The Grand Budapest Hotel review

Directed by Wes Anderson, Written by Anderson and Hugh Guinness, inspired by the writing of Stefan Zweig

A new Wes Anderson film is always an event. The Texas-born filmmaker may be too precious for some, but show me one of his peers with such a distinctive, irrepressible visual and thematic style, a sweet-sad combination of nostalgia and a hard-eyed truth about the loss of innocence.

What lifts The Grand Budapest Hotel to sit comfortably amongst his best—perhaps even above them—is the melancholy vein pulsing just beneath the immaculately composed visual skin, undercutting any accusation of prissiness. This is a grim, fascinating little comedy. Its darkness includes, but isn’t limited to, fingers brutally severed by a slammed door and a character’s head showing up in a basket.

The tale told in triple flashback: In the present a woman reads a book. In the recent past, the book’s author (Tom Wilkinson) remembers being a Young Writer (Jude Law), having spent a few days in the 60s in the decaying Grand Budapest, located in the fictional Eastern-European but very Germanic nation of Zubrowka—a country served by a broadsheet called the Trans-Alpine Yodel. There he met Zero Moustafa (F. Murray Abraham), the hotel’s eccentric owner, and at dinner, Mr Moustafa tells the tale of the former hotel concierge, Gustave H. (Ralph Fiennes), the ostensible hero of this story. That was back in 1932, when Moustafa was the Lobby Boy (Tony Revolori) and the hotel was still in its glory days, though the drums of fascism were booming even then.

This distance from the present, underlined, allows Anderson to tell a story as if from a dusty old picture book, a feeling of period and remove from realism where he’s typically comfortable. Even the ratio of the film is square up on the screen, taking away some of the cinematic framing we’re accustomed to.

Apparently shot entirely in Germany, the sets are glorious and delightfully inauthentic—not a far cry from the cutaway ship and underwater locations in The Life Aquatic With Steve Zissou, still my favourite of Anderson’s work. The hotel in the 1960s is wonderfully decayed, with scenes in its bathhouse and dining room. In the 1930s, it has a vibrancy that reminds me of Stanley Kubrick’s vision of The Overlook’s glory times in The Shining. And the exteriors are a hypnotic collection of European cobblestoned streets and quite obvious, but no less wonderful, miniatures.

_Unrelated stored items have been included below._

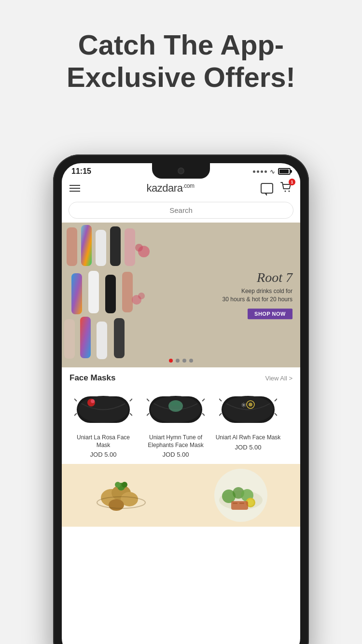  I want to click on product-price-3: JOD 5.00, so click(248, 447).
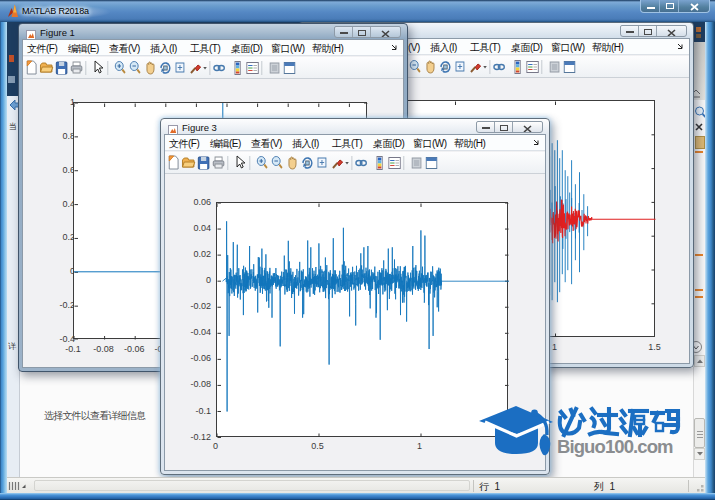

Gustave is a nihilistic sensation seeker who “sleeps with all his friends,” especially if they’re older, blonder, women. But above all, he believes in respect and courtesy for people. That ideology, and the hotel, are his reasons for being. His sweet relationship with his Lobby Boy is the heart of the film, and their passion for the Grand Budapest is a shared religion.

Madame D. (Tilda Swinton in old-lady makeup) is one of the guests who enjoys his “exceptional service.” When she dies unexpectedly, Gustave is the prime suspect in her murder, especially after it’s revealed she willed to him “Boy With Apple”, a very valuable painting. Her adult children, including son Dimitri (Adrien Brody), are having absolutely none of that.

Also playing important roles in the story; Dimitri’s violent right-hand man (with four skull rings on each of his hands), Jopling (Willem Dafoe), the attorney, Kovacs (Jeff Goldblum), the baker, Agatha (Saoirse Ronan), a military police officer (Edward Norton), a butler, Serge X (Mathieu Amalric), a number of incarcerated men, including Ludwig (Harvey Keitel), and many, many more characters sporting delightful facial hair and costumes to expand the corners of this giftbox of a film with sweet, perfect cameos. (Yes, Andersonian favourites Bill Murray, Owen Wilson and Jason Schwartzman are among them.)

The headlong flight of the story is one of the elements that keeps it so charming. Once Moustafa’s and The Young Writer’s compounded tales get going, Gustave does a whole lot of running, from one smartly framed tableau to another, running from police, war, racism, psychopathy, and greed, but saved by camaraderie, friendship, a union of professionals, delicious pastries, and love.

I don’t want to say too much more about the plot. This is one you’ll just want to discover. Fiennes gives yet another perfectly realized performance in a career full of them, even though I occasionally felt he was channeling fellow Brit thesp Richard E. Grant at his most arch.

To conclude, a little hyperbole: The best movie of 2014 so far, it absolutely kills. The Grand Budapest Hotel is guaranteed to find a prominent place on my list at the year’s end. Anderson could keep making films for the rest of his life and fail to better this.

Of course, I hope he tries.

About the author

flawintheiris

Carsten Knox is a massive, cheese-eating nerd. In the day he works as a journalist in Halifax, Nova Scotia. At night he stares out at the rain-slick streets, watches movies, and writes about what he's seeing.